BL: Erdogan is lucky, that’s what I would say. Turkey has more than 2 million refugees living in the country right now, and Europe is now paying Turkey not to send in refugees to European countries. There are negotiations, Erdogan is asking for more things, like no visa for Turks traveling in Europe. I don’t know if [the EU] will meet these demands by Erdogan, but the thing is that despite his very authoritarian ways, Europe has chosen to work with him because they also want to solve their own problems, they don’t want the refugees to come since the refugees have proven to be difficult to deal with in many places in Europe and they just want them to stay in Turkey, so they don’t really talk much about the authoritarian ways of Erdogan, which I believe is a bit of luck for him.
 
MPN: Recently, Erdogan has made a series of controversial statements regarding Greece and the territorial status of the Aegean Sea, disputing, for instance, the validity of the Treaty of Lausanne, in which most of the Aegean islands ended up as a part of Greece.
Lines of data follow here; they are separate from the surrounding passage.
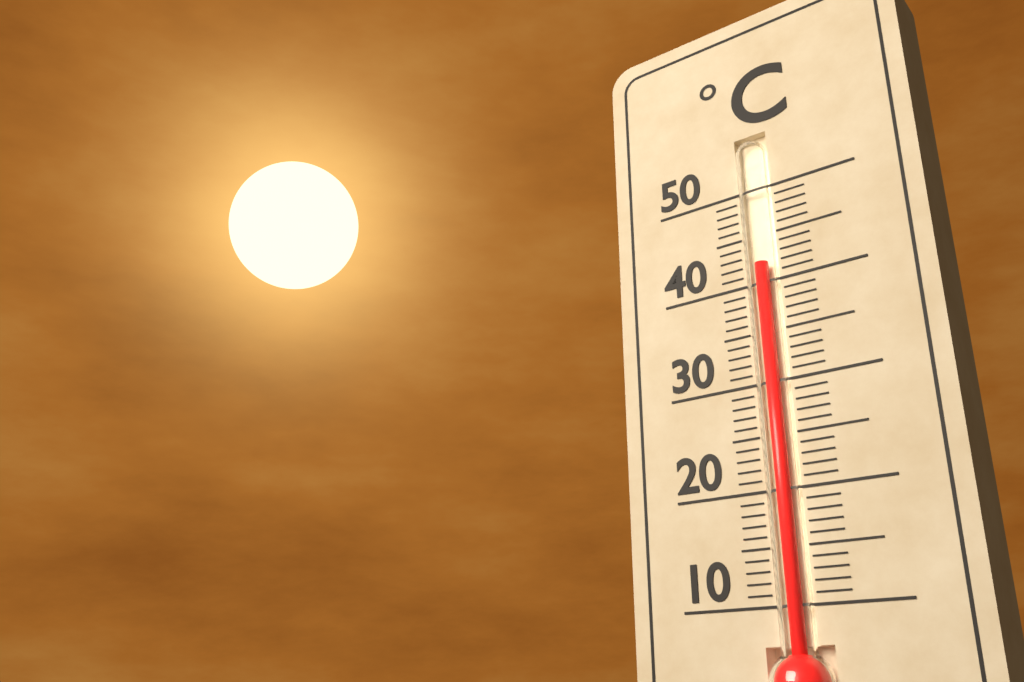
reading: 42 °C
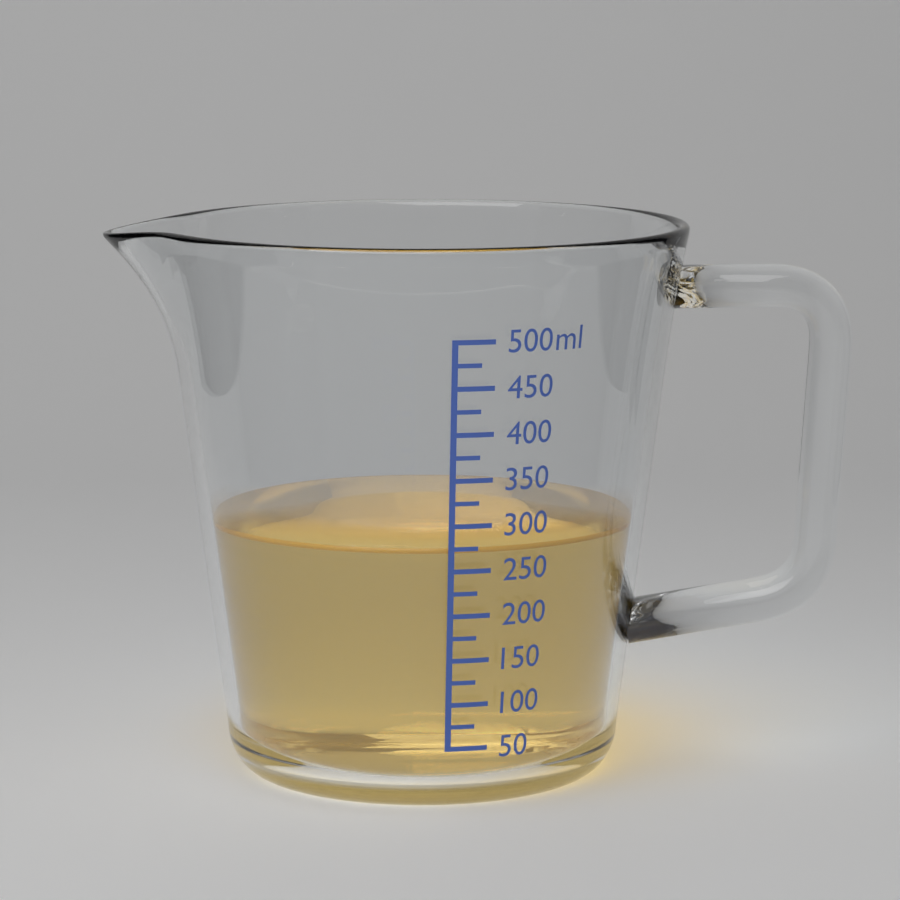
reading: 275 ml
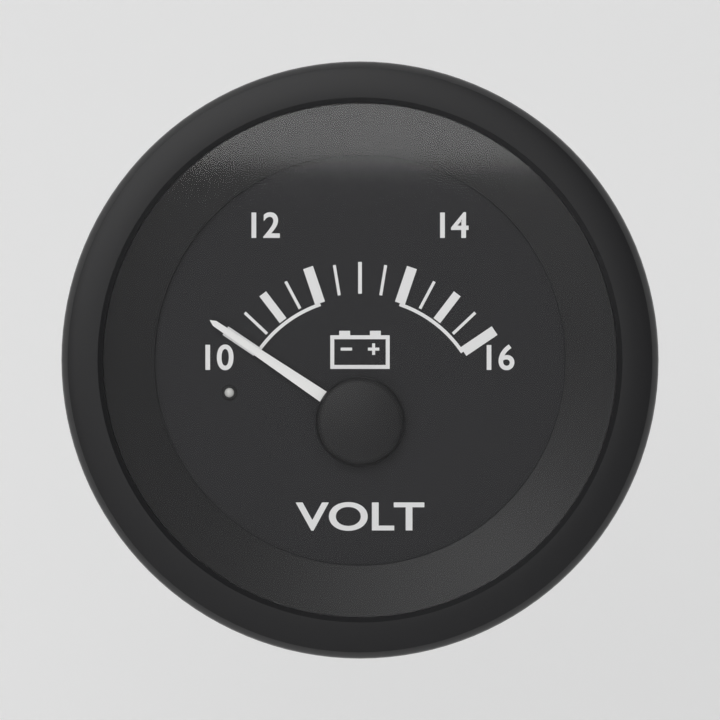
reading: 10.0 V
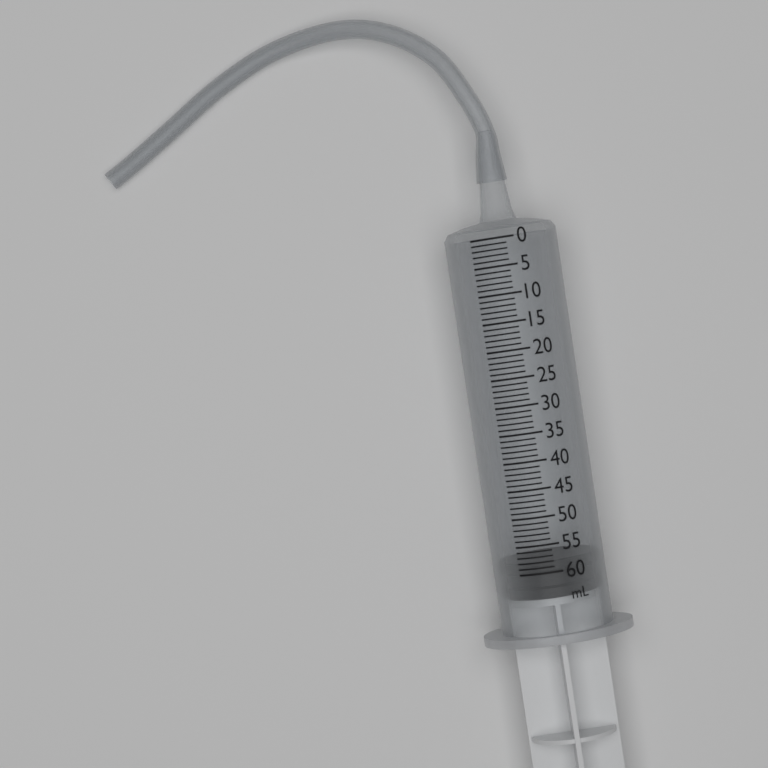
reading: 58 ml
What do you make of these remarks?
BL: I don’t really take it very seriously. I read an article recently in The New York Times, I think it was an opinion piece where the writer was concerned that Erdogan was saying that we don’t want to accept these borders that we had in the Treaty of Lausanne. I don’t think he’s talking about the western borders at all, I think it’s about the possibility of an independent Kurdish state in the south. I think what he’s trying to say is, if you push for an independent Kurdish state in the south, then we could also do something to change our borders. I don’t take it very seriously in the sense that the Turkish army would, full force, go into these places and do something, but I think he’s trying to make the point that Turkish borders that were decided by the Treaty of Lausanne could change in the south.
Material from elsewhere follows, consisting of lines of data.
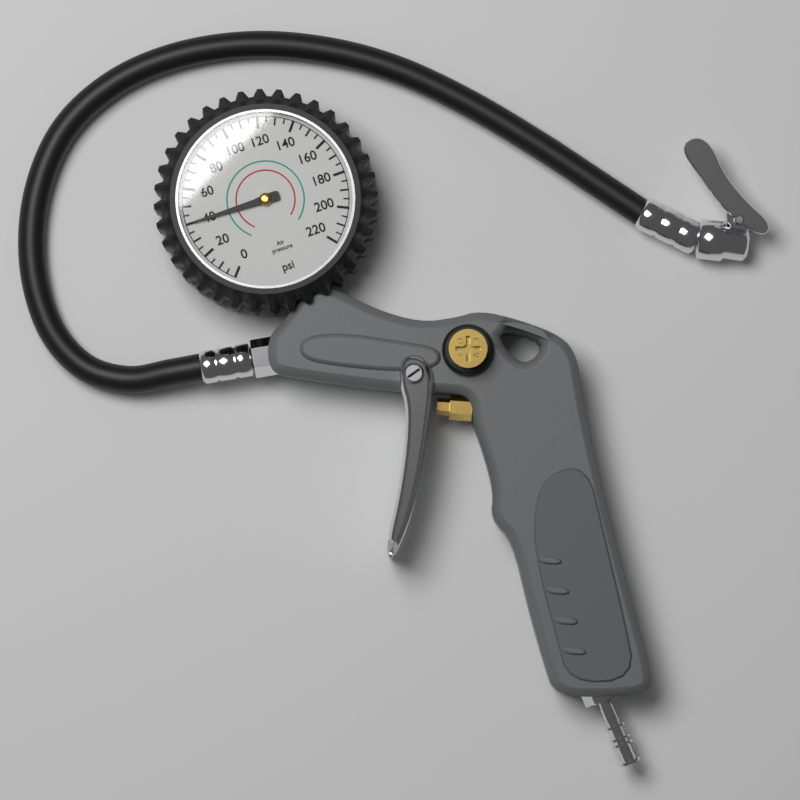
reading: 40 psi
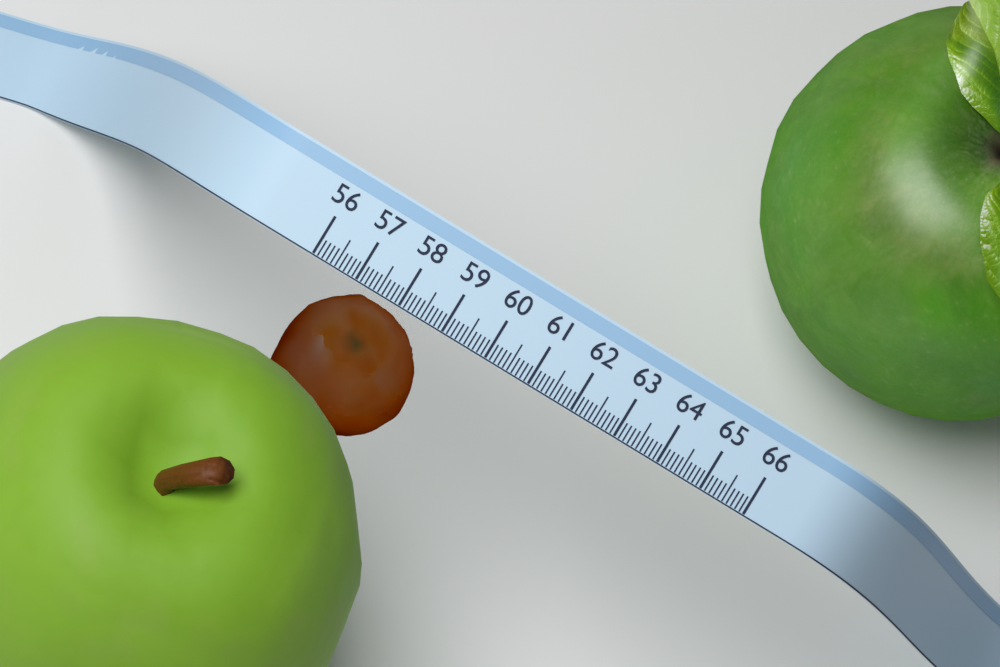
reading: 58.9 (no unit)
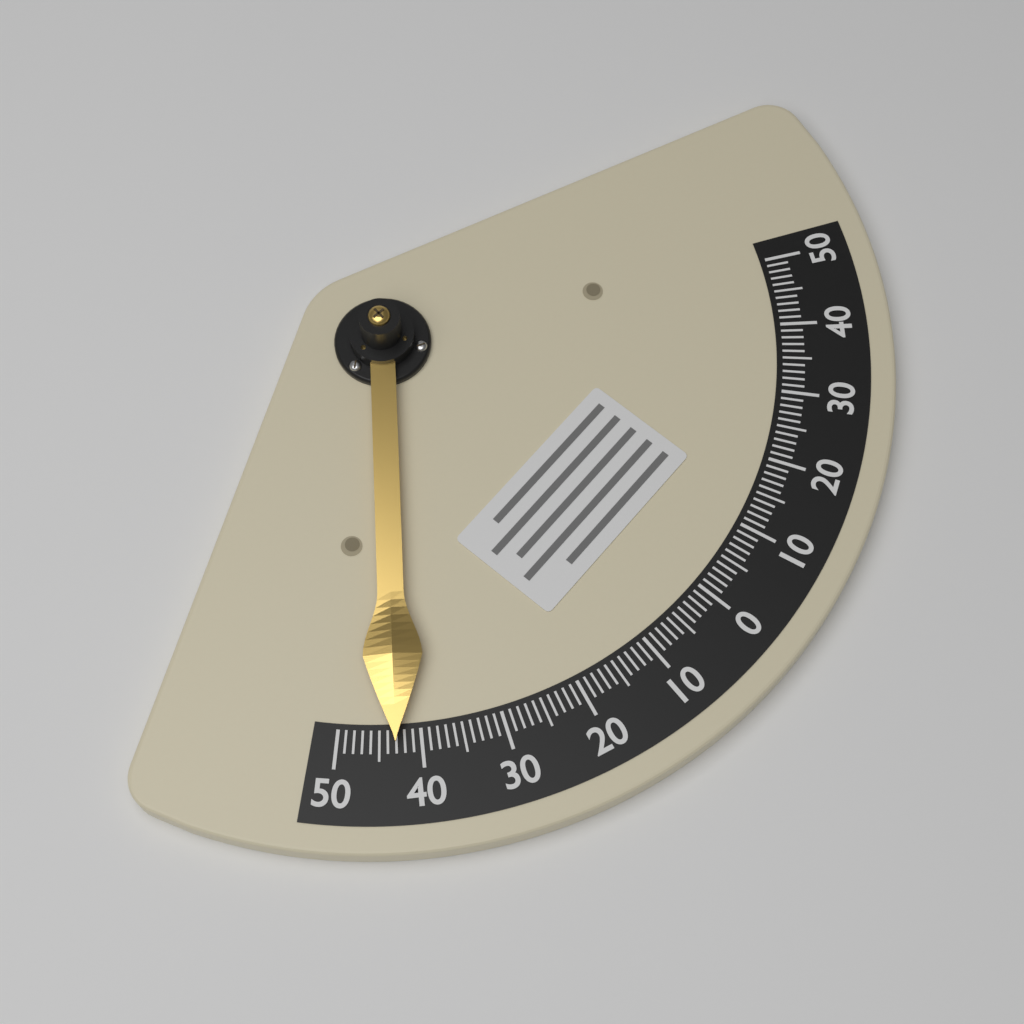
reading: -43 (no unit)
I think he feels a threat, and he’s saying that we would do something if there was a threat to our borders, so I think it’s more of a defensive remark that he made, but I understand that people were concerned about him, if he would have an interventionist foreign policy. But I would see it as more of a defensive threat.
 
MPN: Overall, what do you believe Erdogan’s vision is for Turkey and for his own legacy?
BL: With the arrest of the Kurdish politicians, for example, I don’t think they have anything to do with the failed coup or the PKK or anything. I think this was part of a long-term plan. Erdogan wants to have a supermajority in the parliament to be able to change the constitution to a presidential system and to be the president, and we know that he, for example, finds the American presidential system weak and he does not believe in separation of powers, either. What he wants is a presidential system where he controls everything and everyone. I mean, you could say that he’s controlling everything and everyone right now — he is, basically.
There was an article in The Guardian after the Kurdish MPs were detained, saying that Turkey is heading toward a dictatorship. I’m saying that Turkey is not heading toward a dictatorship, it is a dictatorship already, it’s functioning as a dictatorship. But Erdogan, by law, is in a position that should be neutral and doesn’t really have a lot of power, because it’s not a presidential system. So he really wants a presidential system where he will be the president and he will control everything and everyone in the country. And he’s smart, in the way that he knows that someday, one of his competitors from another party may get elected president. So to eliminate that possibility, he’s systematically trying to transform the country. He’s started, for example, with the educational system, by bringing in more religious classes. He’s trying to make sure that the capital has been changing hands from secular to conservative businessmen from big government contracts. And of course, strictly controlling the media so that no opposition can really voice its opinion. What I think is, he wants to make Turkey a country where his political views and his legacy will live, even after his time.